Visitors are like New Yorkers: The only thing that unites them is the fact that they are here. They come from every part of the world, and for every reason: to visit family, attend a meeting, take a selfie, have an operation, scout out a new life, flee oppression — whatever. And, yes, in good weather it can seem as though every one of those privileged and desperate passers-through is walking across the Brooklyn Bridge. But tourists do more for New York than just spend money and support jobs for hotel housekeepers; they also help shape the city’s culture. A 2018 report by the Center for an Urban Future outlines the effects that a constant infusion of new audiences has on everything Lebowitz claims to cherish. If arts institutions had to survive on locals’ loyalty alone, MoMA wouldn’t be adding yet another new wing, the Metropolitan Museum of Art wouldn’t be open seven days a week, theaters would go dark, and opera would cease to exist. That cute antiques store on your block that you hope won’t get gentrified out of existence? Chances are a quarter of its clientele lives abroad.
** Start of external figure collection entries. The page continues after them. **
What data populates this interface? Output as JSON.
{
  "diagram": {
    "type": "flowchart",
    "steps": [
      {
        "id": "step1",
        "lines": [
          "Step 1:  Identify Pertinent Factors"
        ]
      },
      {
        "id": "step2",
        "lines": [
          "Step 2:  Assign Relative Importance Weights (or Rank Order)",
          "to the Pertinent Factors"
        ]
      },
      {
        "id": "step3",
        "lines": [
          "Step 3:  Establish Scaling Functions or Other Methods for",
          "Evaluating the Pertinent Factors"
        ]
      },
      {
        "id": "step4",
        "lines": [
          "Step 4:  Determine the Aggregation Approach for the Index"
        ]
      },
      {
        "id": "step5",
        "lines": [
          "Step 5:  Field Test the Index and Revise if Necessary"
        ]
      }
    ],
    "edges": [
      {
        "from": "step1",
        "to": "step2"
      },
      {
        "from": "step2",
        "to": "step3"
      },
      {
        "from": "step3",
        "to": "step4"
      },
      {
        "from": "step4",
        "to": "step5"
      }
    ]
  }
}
Tourism doesn’t just spawn museum blockbusters and glitzy spectacles; it also gives cultural institutions the leeway they need to carry out the less glamorous parts of their missions. Carnegie Hall peppers the boroughs with neighborhood concerts; the Met mounts quiet shows on rarefied topics; Central Park distributes horticultural wisdom and management advice through its Institute for Urban Parks — and all this activity is fueled by the same people who drive us crazy shuffling in groups along midtown sidewalks without even leaving a passing lane. Many smaller organizations get few out-of-town ticket buyers, but New York’s cultural world is a vast interlinked ecosystem. If the Department of Cultural Affairs can distribute $44 million to nearly 1,000 organizations in all five boroughs — many of them tiny, local, and perpetually struggling — it’s partly because tourists are taking care of the city’s expensive behemoths.
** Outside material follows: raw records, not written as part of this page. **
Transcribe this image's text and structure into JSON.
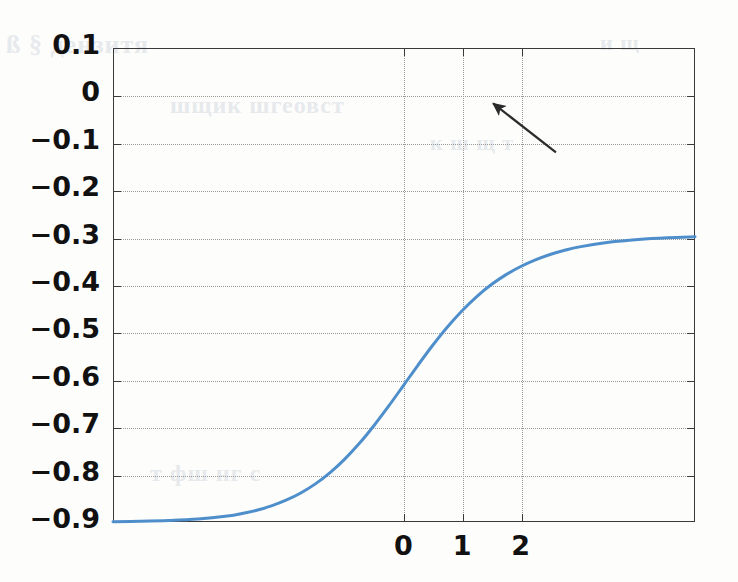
{
  "chart_data": {
    "type": "line",
    "title": "",
    "subtitle": "",
    "xlabel": "",
    "ylabel": "",
    "xlim": [
      -4.95,
      4.97
    ],
    "ylim": [
      -0.9,
      0.1
    ],
    "grid": true,
    "legend": null,
    "x_ticks": [
      0,
      1,
      2
    ],
    "x_tick_labels": [
      "0",
      "1",
      "2"
    ],
    "y_ticks": [
      0.1,
      0,
      -0.1,
      -0.2,
      -0.3,
      -0.4,
      -0.5,
      -0.6,
      -0.7,
      -0.8,
      -0.9
    ],
    "y_tick_labels": [
      "0.1",
      "0",
      "−0.1",
      "−0.2",
      "−0.3",
      "−0.4",
      "−0.5",
      "−0.6",
      "−0.7",
      "−0.8",
      "−0.9"
    ],
    "series": [
      {
        "name": "sigmoid",
        "color": "#4e8fcb",
        "line_width": 3,
        "description": "logistic curve y = -0.9 + 1.0/(1+exp(-1.45 x)), saturating at -0.9 on the left and 0.1 on the right, passing through (0, -0.4)",
        "x": [
          -4.95,
          -4.5,
          -4.0,
          -3.5,
          -3.0,
          -2.75,
          -2.5,
          -2.25,
          -2.0,
          -1.75,
          -1.5,
          -1.25,
          -1.0,
          -0.75,
          -0.5,
          -0.25,
          0.0,
          0.25,
          0.5,
          0.75,
          1.0,
          1.25,
          1.5,
          1.75,
          2.0,
          2.25,
          2.5,
          2.75,
          3.0,
          3.5,
          4.0,
          4.5,
          4.97
        ],
        "y": [
          -0.8993,
          -0.8986,
          -0.897,
          -0.8939,
          -0.8875,
          -0.8822,
          -0.8752,
          -0.866,
          -0.8541,
          -0.8388,
          -0.8196,
          -0.7958,
          -0.7673,
          -0.734,
          -0.6963,
          -0.6552,
          -0.6121,
          -0.5688,
          -0.5271,
          -0.4886,
          -0.4542,
          -0.4243,
          -0.3991,
          -0.3781,
          -0.3609,
          -0.3469,
          -0.3357,
          -0.3267,
          -0.3196,
          -0.3099,
          -0.3039,
          -0.3002,
          -0.2983
        ]
      }
    ],
    "annotations": [
      {
        "type": "arrow",
        "label": "",
        "tail_data": [
          2.6,
          -0.12
        ],
        "head_data": [
          1.53,
          -0.017
        ],
        "color": "#2b2b2b"
      }
    ]
  },
  "figure": {
    "background_color": "#ffffff",
    "axes_color": "#3a3a3a",
    "grid_color": "#9a9a9a",
    "curve_color": "#4e8fcb"
  },
  "ghost_text": {
    "line1": "ß § дензитя",
    "line2": "шщик шгеовст",
    "line3": "т фш нг с",
    "line4": "к ш щ т",
    "line5": "и щ"
  }
}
Visitors bring word back home, and the city they describe is the virtual opposite of the snarling, fearful, and battened-down America that the current administration advertises abroad. Television viewers all over the world can stay at home and see that the U.S. government packs asylum seekers into camps and cages children; visitors to New York see a place where half a dozen languages mingle easily on a single block, without threatening social breakdown. The president can say that the largest cities are suddenly so full of “filth” that “police officers are getting sick just by walking the beat,” but 65 million tourists a year go home to tell their friends and neighbors it’s not true.

(Tourism can be an unflattering mirror, too, and a prod for the city to up its game. Homelessness is a badge of shame. Our transit system is creaky. Crossing the street can be lethal. Even if state and city government tried to fix these deficiencies only out of embarrassment rather than a genuine sense of injustice, we would all be better off.)

All over the world, visitors tend to cluster—in Piazza San Marco, at Old Faithful, or in Times Square. But as the city has evolved, so have patterns of tourism, and the more curious and venturesome can help us get to know our city better. I have never felt so connected to New York as when I approach it like a visitor, ambling, gawping, wondering why it is the way it is and how it got that way. (I even wrote a book about the experience.) Locals tend to stick to their own cow paths, trudging from home to work and back, on weekends ranging a little farther for a party or a drink. So there’s an invigorating joy in striking out for a neighborhood you think you know but haven’t actually been to in years, or stopping by a house museum whose existence you were only dimly aware of. These expeditions remind us that we are guests here too, temporary residents in a city that doesn’t much care where we came from or how long we stay. We are here because it’s where we were born, or because we never got around to leaving, or because it’s the sort of place where we can live however we like, in the company of others who are doing the same. But that doesn’t give us a monopoly on what New York means. The character of a great city is defined as much by the people who pass through as by its fixtures. The urban spectacle needs a fresh audience every night.